Our fair city: an archive dig reveals the ambitious origins of the MIA—and unrealized dreams

Mpls Makes Good photo

Articles in a Minneapolis newspaper after a donor party raised $604,500 for the building in one night. “When Minneapolis wants a thing,” remarked one donor, “it is only a matter of going after it.”

On a recent afternoon, the staff in the MIA library set out several boxes of archival material and invited employees to peruse, an initial fact-finding foray in advance of next year’s 100th anniversary. And what could have been an allergy-inducing trip through mouldering grip-and-grin photos and self-congratulatory newspaper clips proved far more interesting for reasons we never expected. Here’s what we learned:

A newspaper story from 1911 showing preliminary plans for the MIA. At the far right is a list of initial donors: Pillsburys, Lowrys, MacMillans, and James J. Hill among them.

1) We were, and arguably still are, an ambitious town. Like, Napoleon ambitious. Just check out the drawing above, taken from a 1917 publication of a Minneapolis city plan that proposed a Parisian-style spoke-and-hub series of grand circles and diagonal boulevards cutting across the city, including one traversing the park outside the MIA (seen at far right). None of this ever happened, possibly because building these boulevards would have meant demolishing hundreds of homes and businesses in their way. The city, which petered out into undeveloped land around Minnehaha Creek and stockyards just north of the University of the Minnesota, was still young enough to think grandly, even imperially, about design. But perhaps not so young, or flush, to pull it off.

2) Minnesota was still known as the Northwest, a seeming geographic misnomer that either predated “Midwest” or left us out of it, and makes you wonder how Seattle, Portland, etc., were categorized. (If you hadn’t thought about it, this was the origin of so many things called Northwest here, though many have recently faded—Northwest Airlines, Norwest Bank.) Newspaper stories about plans for the MIA, in the New York Times and locally,  inevitably referenced the Northwest getting an art museum, conjuring images of prospectors hauling paintings.

Old Newspaper Clipping

Advertisements in the Minneapolis Journal soliciting backers of a new art museum: “You can help add more luster to the city’s name.”

3) In some ways, we were still a frontier. A 1911 Minneapolis Journal front page showing renderings of the proposed MIA building and a list of city fathers ponying up to pay for it is surrounded by headlines like “Chinaman bound, choked to death,” about an immigrant garrotted in his laundry business, and “Three babies cremated at home,” about children killed in a house fire while the parents were out. The MIA backers were pushing for an art museum not just as a feather in their cap, as a capstone of progress, but as a veneer of civilization, helpful for business: real cities had museums. And Minneapolis, rising from the plains on rail and milling, wanted desperately to be taken seriously.

4) Newspapers were just one cent. Remarkable.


- **What you are asked to do**: State the number of lines in these records that include the word "pixels", and add nothing to it.
Input data section start
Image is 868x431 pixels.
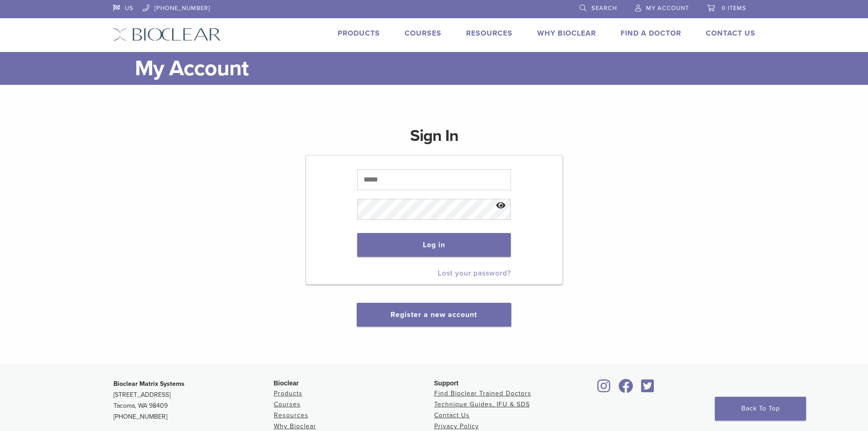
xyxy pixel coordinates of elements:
Input data section end
Input data section start
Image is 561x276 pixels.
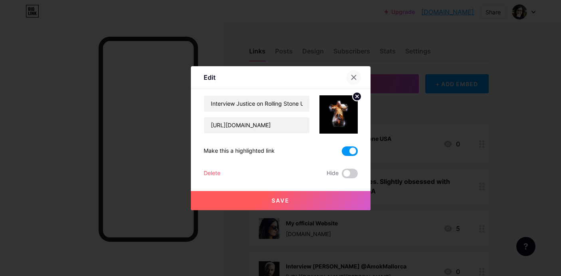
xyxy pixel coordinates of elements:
Input data section end
Input data section start
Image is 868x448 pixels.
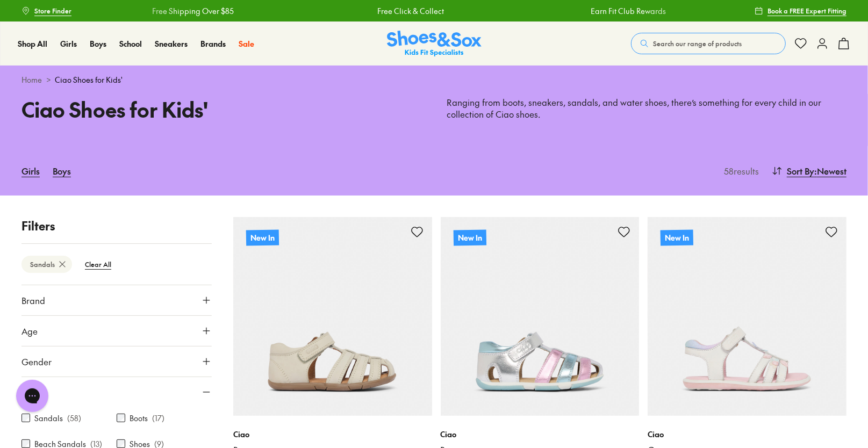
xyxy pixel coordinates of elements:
Input data section end
- **Task answer**: 3